── Provided records ──

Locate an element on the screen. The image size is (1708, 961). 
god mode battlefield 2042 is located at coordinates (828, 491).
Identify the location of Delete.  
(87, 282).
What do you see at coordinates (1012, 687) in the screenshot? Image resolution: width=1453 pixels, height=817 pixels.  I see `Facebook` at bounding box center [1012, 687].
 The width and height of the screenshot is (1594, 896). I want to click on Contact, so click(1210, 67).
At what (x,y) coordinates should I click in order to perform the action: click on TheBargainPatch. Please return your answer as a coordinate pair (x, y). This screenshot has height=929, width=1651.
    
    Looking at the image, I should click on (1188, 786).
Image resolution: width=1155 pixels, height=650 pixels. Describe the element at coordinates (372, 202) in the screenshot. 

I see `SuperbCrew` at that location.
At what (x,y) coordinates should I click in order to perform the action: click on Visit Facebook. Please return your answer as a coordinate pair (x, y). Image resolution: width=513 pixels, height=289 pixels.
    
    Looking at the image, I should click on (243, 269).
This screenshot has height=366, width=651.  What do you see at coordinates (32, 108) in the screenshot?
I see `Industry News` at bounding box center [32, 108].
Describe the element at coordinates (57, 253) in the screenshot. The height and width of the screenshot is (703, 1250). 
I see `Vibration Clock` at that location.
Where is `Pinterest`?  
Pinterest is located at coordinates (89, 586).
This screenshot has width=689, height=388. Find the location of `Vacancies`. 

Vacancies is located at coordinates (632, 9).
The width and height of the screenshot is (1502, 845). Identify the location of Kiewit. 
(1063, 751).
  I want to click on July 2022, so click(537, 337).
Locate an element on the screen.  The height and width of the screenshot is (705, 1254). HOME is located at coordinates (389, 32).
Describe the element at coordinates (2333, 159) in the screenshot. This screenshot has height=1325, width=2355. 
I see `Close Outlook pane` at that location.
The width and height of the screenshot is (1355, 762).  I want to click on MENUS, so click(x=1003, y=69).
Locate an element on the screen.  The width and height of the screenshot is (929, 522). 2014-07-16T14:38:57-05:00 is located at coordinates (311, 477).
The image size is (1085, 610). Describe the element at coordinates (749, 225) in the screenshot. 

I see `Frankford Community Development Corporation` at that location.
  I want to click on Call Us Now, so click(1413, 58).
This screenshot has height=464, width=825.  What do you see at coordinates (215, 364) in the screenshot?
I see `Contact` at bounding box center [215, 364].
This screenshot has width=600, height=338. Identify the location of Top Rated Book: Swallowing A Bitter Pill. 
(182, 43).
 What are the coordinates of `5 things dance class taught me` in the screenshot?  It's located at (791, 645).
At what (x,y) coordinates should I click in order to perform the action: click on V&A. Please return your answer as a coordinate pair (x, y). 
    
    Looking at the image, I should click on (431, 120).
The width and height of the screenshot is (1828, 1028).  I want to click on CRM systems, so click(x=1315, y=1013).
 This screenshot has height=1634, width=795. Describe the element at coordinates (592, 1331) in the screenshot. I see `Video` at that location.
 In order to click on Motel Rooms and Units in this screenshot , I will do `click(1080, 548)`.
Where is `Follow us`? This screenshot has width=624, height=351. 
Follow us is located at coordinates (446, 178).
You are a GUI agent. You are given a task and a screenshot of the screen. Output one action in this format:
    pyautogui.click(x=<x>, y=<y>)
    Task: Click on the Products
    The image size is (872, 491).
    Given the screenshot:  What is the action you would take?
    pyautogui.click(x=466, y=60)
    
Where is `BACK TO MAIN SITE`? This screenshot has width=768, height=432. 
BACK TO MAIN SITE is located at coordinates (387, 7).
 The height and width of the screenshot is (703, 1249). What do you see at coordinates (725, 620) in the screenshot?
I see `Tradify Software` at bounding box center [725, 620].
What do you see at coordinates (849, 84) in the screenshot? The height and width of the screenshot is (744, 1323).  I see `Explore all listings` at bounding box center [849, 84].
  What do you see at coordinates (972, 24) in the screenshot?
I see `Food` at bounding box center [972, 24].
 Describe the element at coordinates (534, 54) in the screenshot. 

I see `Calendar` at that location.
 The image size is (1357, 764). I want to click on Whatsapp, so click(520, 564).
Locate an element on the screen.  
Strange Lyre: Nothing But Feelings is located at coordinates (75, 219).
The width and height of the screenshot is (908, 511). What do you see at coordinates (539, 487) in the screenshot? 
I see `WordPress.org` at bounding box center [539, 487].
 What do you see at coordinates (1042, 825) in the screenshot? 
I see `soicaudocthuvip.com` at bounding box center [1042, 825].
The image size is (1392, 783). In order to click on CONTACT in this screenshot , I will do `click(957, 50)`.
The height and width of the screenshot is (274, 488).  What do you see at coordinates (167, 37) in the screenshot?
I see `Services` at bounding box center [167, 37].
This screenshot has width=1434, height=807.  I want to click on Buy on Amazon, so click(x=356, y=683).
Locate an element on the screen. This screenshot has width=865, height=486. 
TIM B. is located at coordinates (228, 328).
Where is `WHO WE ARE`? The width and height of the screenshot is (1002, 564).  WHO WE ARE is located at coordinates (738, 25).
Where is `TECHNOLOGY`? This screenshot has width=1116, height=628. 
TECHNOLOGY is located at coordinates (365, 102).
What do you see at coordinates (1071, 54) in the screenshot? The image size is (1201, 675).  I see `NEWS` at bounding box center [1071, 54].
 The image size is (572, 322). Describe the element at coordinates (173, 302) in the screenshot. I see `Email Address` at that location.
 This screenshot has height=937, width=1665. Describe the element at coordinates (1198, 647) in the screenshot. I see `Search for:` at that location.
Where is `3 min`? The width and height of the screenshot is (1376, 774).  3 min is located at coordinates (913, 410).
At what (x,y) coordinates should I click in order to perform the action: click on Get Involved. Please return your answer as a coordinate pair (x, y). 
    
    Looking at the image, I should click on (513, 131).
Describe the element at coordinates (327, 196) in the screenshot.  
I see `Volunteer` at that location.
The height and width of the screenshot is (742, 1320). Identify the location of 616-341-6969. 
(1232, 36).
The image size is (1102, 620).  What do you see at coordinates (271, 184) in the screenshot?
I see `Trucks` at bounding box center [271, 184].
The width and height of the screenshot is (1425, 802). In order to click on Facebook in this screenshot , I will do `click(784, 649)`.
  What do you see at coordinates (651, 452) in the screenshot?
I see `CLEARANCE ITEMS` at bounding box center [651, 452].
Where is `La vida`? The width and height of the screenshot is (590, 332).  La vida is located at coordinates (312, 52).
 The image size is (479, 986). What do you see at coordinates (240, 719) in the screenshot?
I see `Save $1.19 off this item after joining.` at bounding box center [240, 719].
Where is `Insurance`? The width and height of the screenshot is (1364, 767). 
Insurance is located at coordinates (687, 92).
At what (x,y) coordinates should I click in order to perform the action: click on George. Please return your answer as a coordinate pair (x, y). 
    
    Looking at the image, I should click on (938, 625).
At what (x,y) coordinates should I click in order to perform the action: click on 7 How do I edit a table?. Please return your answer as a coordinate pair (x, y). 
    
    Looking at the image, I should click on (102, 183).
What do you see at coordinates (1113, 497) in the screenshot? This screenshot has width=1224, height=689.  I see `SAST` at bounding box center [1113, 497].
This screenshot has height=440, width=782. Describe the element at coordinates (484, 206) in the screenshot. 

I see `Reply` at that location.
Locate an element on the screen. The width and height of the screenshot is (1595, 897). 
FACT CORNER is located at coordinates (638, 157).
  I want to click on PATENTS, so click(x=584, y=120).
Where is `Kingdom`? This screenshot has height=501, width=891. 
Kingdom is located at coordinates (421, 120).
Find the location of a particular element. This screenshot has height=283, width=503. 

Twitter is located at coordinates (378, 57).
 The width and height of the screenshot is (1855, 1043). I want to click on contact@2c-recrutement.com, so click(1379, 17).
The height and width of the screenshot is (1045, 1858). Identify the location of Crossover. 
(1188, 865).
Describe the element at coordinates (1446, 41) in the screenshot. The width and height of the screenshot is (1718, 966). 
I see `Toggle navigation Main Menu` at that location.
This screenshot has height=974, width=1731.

───

All lines from the one holding "has height=501, width=891." through the final line of the material must be set down exactly, and nothing else may be added.

> **Response to the exercise**
Where is `Kingdom`? This screenshot has height=501, width=891. 
Kingdom is located at coordinates (421, 120).
Find the location of a particular element. This screenshot has height=283, width=503. 

Twitter is located at coordinates (378, 57).
 The width and height of the screenshot is (1855, 1043). I want to click on contact@2c-recrutement.com, so click(1379, 17).
The height and width of the screenshot is (1045, 1858). Identify the location of Crossover. 
(1188, 865).
Describe the element at coordinates (1446, 41) in the screenshot. The width and height of the screenshot is (1718, 966). 
I see `Toggle navigation Main Menu` at that location.
This screenshot has height=974, width=1731.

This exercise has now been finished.